Outside Spending Shows How Few of the House Races Are Competitive

By Derek Willis

How small is the field of competitive House races? So narrow that just 25 contests account for 80 percent of all reported outside spending in the general election.

The Cook Political Report rates 38 seats either as tossups or leaning toward one party or the other, but among groups operating outside the district like super PACs, the concentration is even tighter: Half of all independent spending reported to the Federal Election Commission for general election races has gone to just a dozen seats, with two apiece in Arizona and Illinois.

Arizona’s First District, where the Democrat Ann Kirkpatrick faces the Republican Andy Tobin, has drawn more than $10 million in outside spending, almost all of it for negative messages against the two candidates. (It is not the most outside money ever reported in a House race — that distinction goes to Michigan’s Seventh District in 2010, when $12.4 million was spent.)

Close behind is California’s Seventh District, where a freshman Democrat, Ami Bera, faces a former Republican congressman, Doug Ose.
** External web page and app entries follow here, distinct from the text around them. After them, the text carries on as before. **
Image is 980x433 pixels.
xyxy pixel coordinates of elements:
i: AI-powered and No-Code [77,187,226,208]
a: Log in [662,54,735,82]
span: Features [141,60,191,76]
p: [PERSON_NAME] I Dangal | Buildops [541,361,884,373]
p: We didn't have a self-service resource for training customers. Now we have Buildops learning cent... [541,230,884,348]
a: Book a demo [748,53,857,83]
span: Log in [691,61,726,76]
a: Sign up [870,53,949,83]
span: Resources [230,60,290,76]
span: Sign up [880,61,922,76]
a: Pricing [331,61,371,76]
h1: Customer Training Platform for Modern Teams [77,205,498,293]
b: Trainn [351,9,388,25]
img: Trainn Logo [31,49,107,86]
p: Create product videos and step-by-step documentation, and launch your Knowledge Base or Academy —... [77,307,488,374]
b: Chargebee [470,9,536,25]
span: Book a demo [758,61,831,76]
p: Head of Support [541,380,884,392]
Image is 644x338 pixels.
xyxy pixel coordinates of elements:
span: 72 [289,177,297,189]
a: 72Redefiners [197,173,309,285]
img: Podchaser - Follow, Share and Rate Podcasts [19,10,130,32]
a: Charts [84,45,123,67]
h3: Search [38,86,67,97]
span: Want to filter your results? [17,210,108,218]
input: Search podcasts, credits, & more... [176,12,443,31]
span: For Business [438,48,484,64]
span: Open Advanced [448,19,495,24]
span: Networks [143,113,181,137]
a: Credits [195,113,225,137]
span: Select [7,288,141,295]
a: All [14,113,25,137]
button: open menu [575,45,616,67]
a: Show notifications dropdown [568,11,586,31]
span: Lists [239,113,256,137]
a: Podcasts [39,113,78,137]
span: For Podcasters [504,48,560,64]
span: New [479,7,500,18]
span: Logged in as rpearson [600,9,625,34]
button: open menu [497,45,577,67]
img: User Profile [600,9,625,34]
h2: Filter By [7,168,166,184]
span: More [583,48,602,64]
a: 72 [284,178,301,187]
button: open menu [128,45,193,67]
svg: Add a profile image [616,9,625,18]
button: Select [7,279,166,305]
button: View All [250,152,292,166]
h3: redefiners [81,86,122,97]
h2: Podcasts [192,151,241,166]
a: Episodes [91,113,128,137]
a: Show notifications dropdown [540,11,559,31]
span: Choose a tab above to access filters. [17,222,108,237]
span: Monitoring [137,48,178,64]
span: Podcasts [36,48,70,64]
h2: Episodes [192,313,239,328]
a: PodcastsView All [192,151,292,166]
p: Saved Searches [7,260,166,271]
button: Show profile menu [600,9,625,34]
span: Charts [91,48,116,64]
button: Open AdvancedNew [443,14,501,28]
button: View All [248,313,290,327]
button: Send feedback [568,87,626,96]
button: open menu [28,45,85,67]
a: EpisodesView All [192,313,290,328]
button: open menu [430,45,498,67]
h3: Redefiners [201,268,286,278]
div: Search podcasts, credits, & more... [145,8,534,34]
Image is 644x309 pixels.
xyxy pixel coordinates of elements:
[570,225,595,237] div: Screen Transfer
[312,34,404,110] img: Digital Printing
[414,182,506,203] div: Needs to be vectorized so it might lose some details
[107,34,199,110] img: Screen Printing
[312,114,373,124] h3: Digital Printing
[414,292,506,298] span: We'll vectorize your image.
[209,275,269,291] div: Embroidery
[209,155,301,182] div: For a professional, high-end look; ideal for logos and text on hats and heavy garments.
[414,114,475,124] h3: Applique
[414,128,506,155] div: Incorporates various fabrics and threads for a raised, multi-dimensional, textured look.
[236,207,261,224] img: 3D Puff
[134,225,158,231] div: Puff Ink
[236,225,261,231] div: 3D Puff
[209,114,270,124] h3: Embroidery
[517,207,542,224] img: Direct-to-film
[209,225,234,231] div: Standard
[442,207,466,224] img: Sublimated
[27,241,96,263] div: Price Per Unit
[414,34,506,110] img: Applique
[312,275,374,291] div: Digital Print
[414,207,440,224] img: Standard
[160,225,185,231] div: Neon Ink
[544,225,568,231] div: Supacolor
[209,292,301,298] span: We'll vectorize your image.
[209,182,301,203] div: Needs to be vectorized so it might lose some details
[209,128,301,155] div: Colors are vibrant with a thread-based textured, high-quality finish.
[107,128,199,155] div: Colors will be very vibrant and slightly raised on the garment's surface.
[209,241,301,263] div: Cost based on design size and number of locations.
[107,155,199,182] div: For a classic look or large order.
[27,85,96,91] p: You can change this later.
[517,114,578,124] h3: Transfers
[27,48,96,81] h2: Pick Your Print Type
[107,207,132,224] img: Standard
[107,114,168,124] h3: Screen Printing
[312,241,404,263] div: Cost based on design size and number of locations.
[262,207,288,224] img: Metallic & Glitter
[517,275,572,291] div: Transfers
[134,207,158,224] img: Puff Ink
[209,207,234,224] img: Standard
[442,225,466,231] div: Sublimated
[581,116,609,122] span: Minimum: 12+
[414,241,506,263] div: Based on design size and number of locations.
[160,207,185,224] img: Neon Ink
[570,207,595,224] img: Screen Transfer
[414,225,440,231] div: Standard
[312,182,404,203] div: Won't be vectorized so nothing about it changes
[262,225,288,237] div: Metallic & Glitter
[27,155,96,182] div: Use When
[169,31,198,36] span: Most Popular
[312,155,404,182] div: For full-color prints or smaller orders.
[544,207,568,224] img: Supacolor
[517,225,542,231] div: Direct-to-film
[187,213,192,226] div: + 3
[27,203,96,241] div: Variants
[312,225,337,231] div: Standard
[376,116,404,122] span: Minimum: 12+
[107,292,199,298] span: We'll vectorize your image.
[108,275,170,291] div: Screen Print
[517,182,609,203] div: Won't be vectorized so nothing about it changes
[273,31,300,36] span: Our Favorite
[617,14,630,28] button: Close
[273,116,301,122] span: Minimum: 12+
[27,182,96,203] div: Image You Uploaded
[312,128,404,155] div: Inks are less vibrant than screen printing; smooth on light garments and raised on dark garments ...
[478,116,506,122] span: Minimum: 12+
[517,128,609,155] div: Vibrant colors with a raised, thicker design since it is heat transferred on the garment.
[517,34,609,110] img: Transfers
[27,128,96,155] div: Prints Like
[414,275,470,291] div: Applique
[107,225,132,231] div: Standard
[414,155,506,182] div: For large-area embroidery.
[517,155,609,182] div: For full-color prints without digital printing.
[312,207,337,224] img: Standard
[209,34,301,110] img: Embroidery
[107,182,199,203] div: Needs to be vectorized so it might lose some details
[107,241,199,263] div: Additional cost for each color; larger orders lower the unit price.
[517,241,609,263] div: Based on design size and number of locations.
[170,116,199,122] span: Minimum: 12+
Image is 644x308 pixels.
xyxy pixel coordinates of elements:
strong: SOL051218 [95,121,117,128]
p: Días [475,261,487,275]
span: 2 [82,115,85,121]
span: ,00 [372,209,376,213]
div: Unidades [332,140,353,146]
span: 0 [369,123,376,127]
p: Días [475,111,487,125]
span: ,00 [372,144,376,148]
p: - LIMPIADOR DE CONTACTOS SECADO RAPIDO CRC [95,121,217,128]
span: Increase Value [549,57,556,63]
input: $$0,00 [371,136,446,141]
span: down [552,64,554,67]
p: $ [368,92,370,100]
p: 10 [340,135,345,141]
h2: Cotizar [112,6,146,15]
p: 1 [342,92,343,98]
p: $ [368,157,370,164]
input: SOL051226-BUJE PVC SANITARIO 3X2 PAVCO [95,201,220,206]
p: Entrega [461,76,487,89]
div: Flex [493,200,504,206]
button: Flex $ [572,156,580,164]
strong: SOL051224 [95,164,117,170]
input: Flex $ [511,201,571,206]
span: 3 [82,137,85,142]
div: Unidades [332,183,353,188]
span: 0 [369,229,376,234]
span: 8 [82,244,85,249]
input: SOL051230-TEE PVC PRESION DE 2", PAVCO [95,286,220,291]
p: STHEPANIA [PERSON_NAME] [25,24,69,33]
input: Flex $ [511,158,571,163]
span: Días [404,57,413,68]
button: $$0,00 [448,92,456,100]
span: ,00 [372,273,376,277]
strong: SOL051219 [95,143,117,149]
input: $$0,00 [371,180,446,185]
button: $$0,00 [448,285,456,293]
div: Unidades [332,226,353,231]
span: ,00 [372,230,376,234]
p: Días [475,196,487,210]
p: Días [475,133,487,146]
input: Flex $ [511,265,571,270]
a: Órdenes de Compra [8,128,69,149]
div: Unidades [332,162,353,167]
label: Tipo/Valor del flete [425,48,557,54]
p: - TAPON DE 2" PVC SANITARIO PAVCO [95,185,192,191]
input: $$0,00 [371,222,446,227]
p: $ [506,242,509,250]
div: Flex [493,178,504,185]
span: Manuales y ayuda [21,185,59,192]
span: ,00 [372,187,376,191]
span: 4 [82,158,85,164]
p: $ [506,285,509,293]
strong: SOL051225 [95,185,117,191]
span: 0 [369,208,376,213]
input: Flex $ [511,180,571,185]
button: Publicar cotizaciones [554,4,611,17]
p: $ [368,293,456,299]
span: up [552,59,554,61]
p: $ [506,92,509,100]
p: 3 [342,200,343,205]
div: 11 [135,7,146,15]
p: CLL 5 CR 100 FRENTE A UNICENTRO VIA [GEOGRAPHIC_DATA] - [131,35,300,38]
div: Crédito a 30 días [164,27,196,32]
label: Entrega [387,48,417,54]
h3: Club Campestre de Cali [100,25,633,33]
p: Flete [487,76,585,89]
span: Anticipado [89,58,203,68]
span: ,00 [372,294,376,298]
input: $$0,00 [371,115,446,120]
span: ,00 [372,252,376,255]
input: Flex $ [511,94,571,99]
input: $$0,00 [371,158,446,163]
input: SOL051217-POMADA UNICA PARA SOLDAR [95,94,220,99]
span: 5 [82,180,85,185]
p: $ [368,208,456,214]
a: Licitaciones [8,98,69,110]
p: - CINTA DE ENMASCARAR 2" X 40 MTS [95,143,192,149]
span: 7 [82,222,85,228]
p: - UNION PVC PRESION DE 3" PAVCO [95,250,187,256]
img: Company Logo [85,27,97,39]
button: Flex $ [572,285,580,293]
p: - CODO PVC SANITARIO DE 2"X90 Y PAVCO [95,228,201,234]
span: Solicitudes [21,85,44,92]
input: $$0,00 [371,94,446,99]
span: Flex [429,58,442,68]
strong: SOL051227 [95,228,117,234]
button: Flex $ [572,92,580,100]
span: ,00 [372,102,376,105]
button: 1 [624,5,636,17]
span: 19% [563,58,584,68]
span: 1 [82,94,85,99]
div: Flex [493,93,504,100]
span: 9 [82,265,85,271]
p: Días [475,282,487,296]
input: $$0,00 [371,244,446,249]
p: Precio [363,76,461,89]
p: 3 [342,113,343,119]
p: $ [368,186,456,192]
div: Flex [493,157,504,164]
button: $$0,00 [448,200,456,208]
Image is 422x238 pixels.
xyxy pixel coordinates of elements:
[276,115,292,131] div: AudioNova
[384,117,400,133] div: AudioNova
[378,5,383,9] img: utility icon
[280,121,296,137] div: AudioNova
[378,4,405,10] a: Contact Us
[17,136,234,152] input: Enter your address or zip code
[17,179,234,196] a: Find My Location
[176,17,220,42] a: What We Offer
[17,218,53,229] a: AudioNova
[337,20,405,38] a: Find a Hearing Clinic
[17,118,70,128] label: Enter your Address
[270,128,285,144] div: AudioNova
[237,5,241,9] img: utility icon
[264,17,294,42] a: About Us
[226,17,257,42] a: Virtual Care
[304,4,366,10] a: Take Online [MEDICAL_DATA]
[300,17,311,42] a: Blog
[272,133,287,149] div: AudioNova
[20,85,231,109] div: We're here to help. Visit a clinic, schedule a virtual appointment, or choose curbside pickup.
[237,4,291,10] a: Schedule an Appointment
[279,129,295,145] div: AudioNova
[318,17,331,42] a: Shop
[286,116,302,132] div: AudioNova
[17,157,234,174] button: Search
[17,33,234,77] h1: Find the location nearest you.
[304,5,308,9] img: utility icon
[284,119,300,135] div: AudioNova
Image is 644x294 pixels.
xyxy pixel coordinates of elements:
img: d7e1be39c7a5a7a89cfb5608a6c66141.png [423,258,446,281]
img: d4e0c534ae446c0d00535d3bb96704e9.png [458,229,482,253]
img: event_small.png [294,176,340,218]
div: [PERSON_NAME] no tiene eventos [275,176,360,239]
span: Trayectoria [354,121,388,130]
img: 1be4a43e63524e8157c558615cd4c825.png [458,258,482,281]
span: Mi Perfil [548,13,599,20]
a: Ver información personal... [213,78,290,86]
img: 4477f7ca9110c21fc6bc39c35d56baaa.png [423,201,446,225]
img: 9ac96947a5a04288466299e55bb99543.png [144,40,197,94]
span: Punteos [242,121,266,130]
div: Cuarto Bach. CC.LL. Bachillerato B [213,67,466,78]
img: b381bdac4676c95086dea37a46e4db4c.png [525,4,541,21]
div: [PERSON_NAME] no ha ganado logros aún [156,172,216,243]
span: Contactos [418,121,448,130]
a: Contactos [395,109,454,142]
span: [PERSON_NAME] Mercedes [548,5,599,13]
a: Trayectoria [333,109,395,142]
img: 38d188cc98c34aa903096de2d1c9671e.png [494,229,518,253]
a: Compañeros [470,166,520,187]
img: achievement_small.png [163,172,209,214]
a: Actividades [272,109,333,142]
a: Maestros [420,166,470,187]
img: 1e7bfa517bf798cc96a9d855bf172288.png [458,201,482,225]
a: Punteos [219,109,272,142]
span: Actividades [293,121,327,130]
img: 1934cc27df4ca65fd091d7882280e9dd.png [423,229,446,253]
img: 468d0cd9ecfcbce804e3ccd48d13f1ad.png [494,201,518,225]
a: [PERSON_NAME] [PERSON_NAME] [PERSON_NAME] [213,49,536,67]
That race, which attracted more than $8 million in independent expenditures in 2012, has topped $9.6 million this year. Arizona’s Second District, where Ron Barber, a Democratic incumbent, is facing Martha McSally, a Republican and retired Air Force colonel, has attracted $9.5 million. Those three races alone represent 15 percent of all reported outside spending in House general elections.

The focus is even tighter for the two national party committees devoted to House races and for super PACs with close ties to House leaders. A full 88 percent of the $137 million in independent spending in the general election has gone to 25 races from those groups — the Democratic Congressional Campaign Committee and the House Majority PAC on the left, and the National Republican Congressional Committee and the Congressional Leadership Fund on the right.

The bulk of House contests have seen virtually no outside spending this year, with 193 having less than $10,000 spent. You could form a slim majority with the 220 races that have had less than $25,000 in independent spending for the general election.

As with Senate races, most of the outside money spent in House contests goes to television advertising, with smaller amounts on direct mail, online ads and polling. About 82 percent of the outside spending in House races is on negative messages, in line with previous election cycles.